The revenues that the state expects to collect for the 2009 fiscal year now fall short of planned state expenses by around $430 million to $450 million, Galvin said. However, he also stressed that the projected shortfall in revenues for the current year is not a cause for panic.

“We’re a long way from crisis mode,” Galvin said. “The Legislature and the administration have a number of options available to them to deal with the (low) oil prices.”

Options include cutting expenditure and drawing on budget reserves — the reserves are standing at especially high levels at the moment, Galvin said.

But the volatility in oil prices is creating some formidable challenges in developing the next state budget.

“The administration will be participating in the budgeting process with the Legislature with the knowledge that by the time the FY 2010 budget process is complete we may have a significantly different revenue,” Galvin said. “With that in mind I understand that the governor will likely introduce next week a budget that proposes to spend less than our current revenue forecast. And she retains the option during the budget process to amend her requested budget as necessary to respond to updated revenue projections.”

DOR says that it may issue an interim oil price and revenue forecast prior to the release of its official spring 2009 forecast.

New sources

Because of the oil price volatility DOR derived its oil price forecast for 2010 from a wider variety of sources than normal, Galvin said.

“Normally we rely almost entirely on a price forecasting method that utilizes the collective views of a large group of economists … in early October,” Galvin said. “… The relevance of that information was quickly undermined this year by the rapidly gyrating price.”

So this year DOR has blended that result with a number of other price forecast sources, including the U.S. Department of Energy and the Nymex futures exchange.

The department also considered a previous DOR low-end oil price forecast as a guide to what may happen in the current economic climate.

“The environment that we predicted that would result in that low forecast was beginning to take shape,” Galvin said. “We’re seeing a number of the forces with regard to recessionary economics.”

But DOR considers the early December prices at around $40 per barrel as a price level that oil speculators have driven below a supply and demand equilibrium price above $60 per barrel, Galvin said.

Production decline

The estimates of future oil production that form key drivers for the revenue forecasts are based on 3.8 percent and 3.5 percent production declines during fiscal years 2009 and 2010. The decline figures take into account increasing production from Pioneer Natural Resources’ new Oooguruk field and assume that ENI’s Nikaitchuq field will come on line during the first quarter of calendar year 2010. DOR has assumed continued development of satellite fields around ConocoPhillips’ Alpine field.

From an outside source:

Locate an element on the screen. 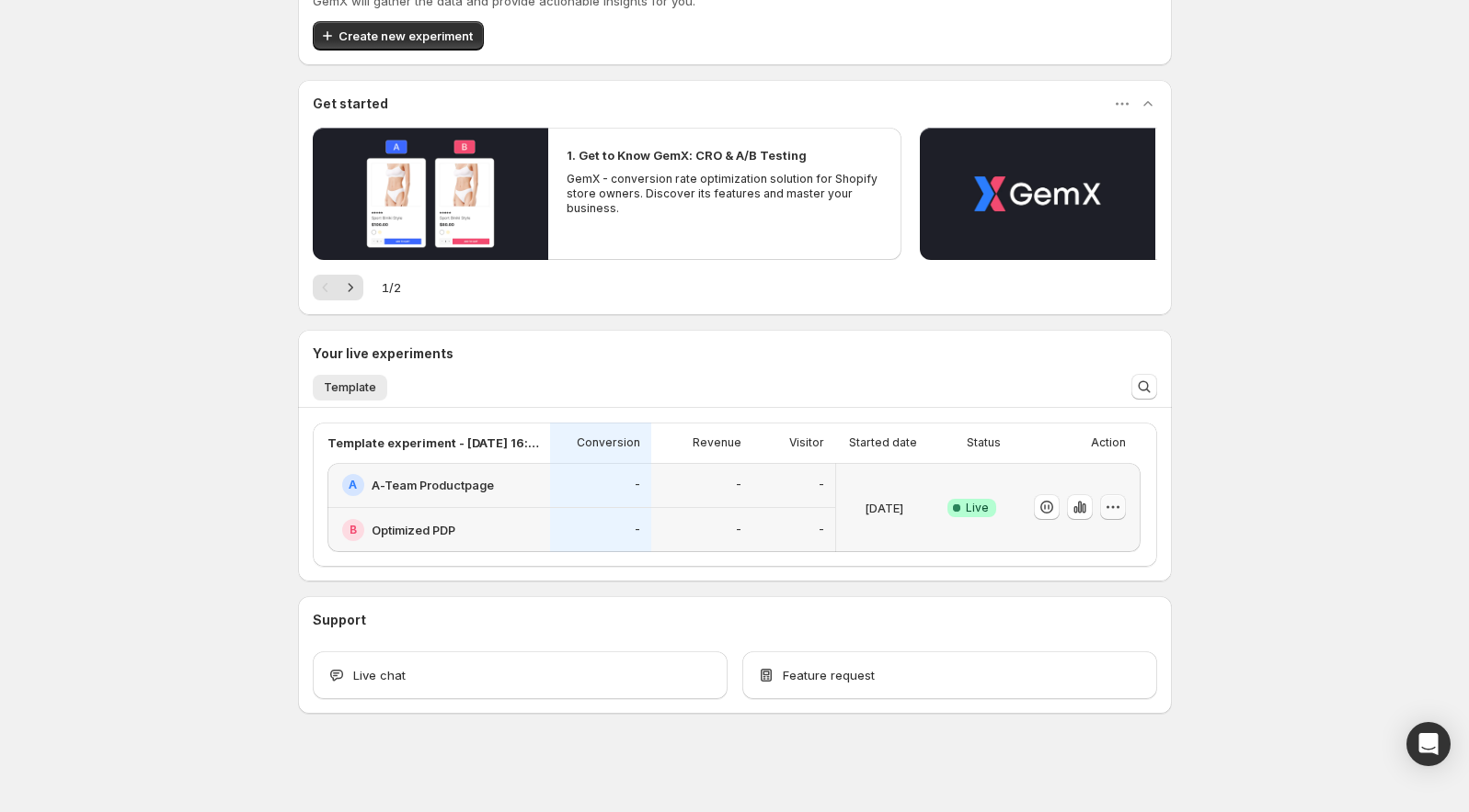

However, DOR has taken a conservative view of future viscous oil production on the North Slope by excluding 96 percent of West Sak viscous oil and 87 percent of West Sak viscous oil from its projections. And DOR has not included any heavy oil production from the Ugnu formation in its forecasts. No future oil production is assumed from as yet undiscovered or undeveloped oil pools, such as resources expected to exist in the National Petroleum Reserve-Alaska, or known to exist in the Sivulliq, Kuvlum and Sandpiper fields in the Beaufort Sea.

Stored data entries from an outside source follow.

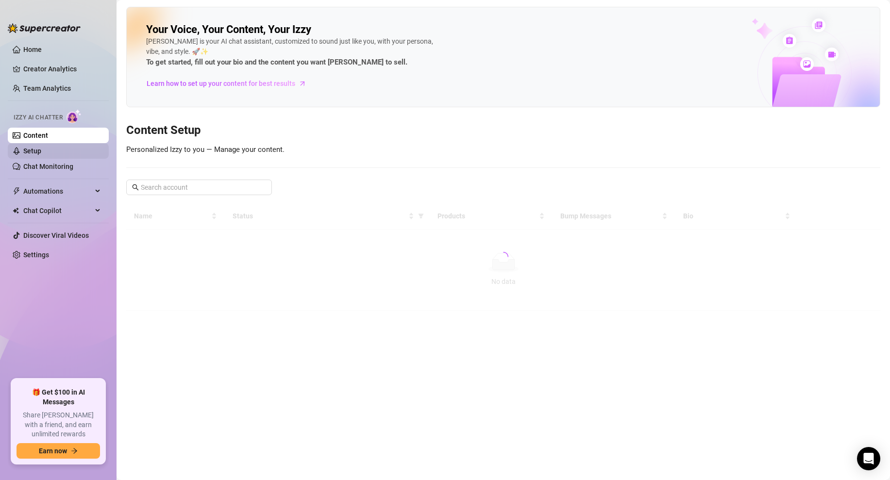 The height and width of the screenshot is (480, 890). I want to click on a: Home, so click(33, 50).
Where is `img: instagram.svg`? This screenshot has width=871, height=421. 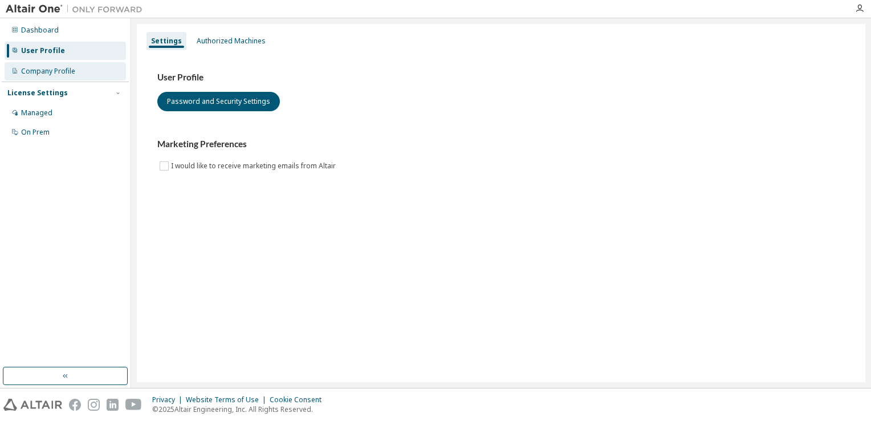
img: instagram.svg is located at coordinates (94, 404).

DOR has also limited future production expectations from new low-salinity waterflood techniques and has discounted the use of carbon dioxide injection as a means of future improved production.

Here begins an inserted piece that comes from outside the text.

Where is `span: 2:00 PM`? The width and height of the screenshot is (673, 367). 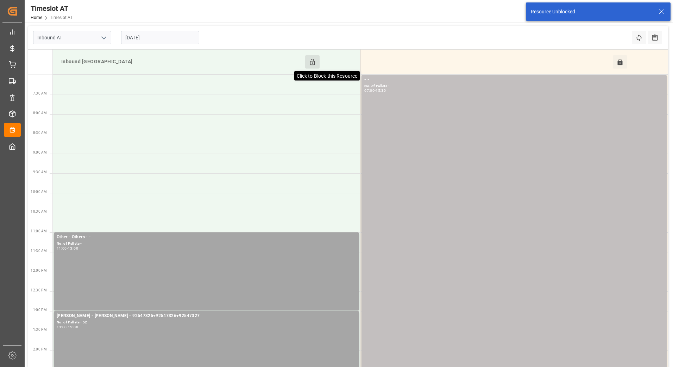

“We exclude the aforementioned resources, both known and unknown, in order to avoid speculation and to reduce the uncertainty typically associated with the commercialization, timing and magnitude of resource development,” DOR said in the 2008 Revenue Sources Book that contains its new revenue forecasts. “Accordingly, we believe that our current estimates of ultimate recovery from the North Slope are conservative.”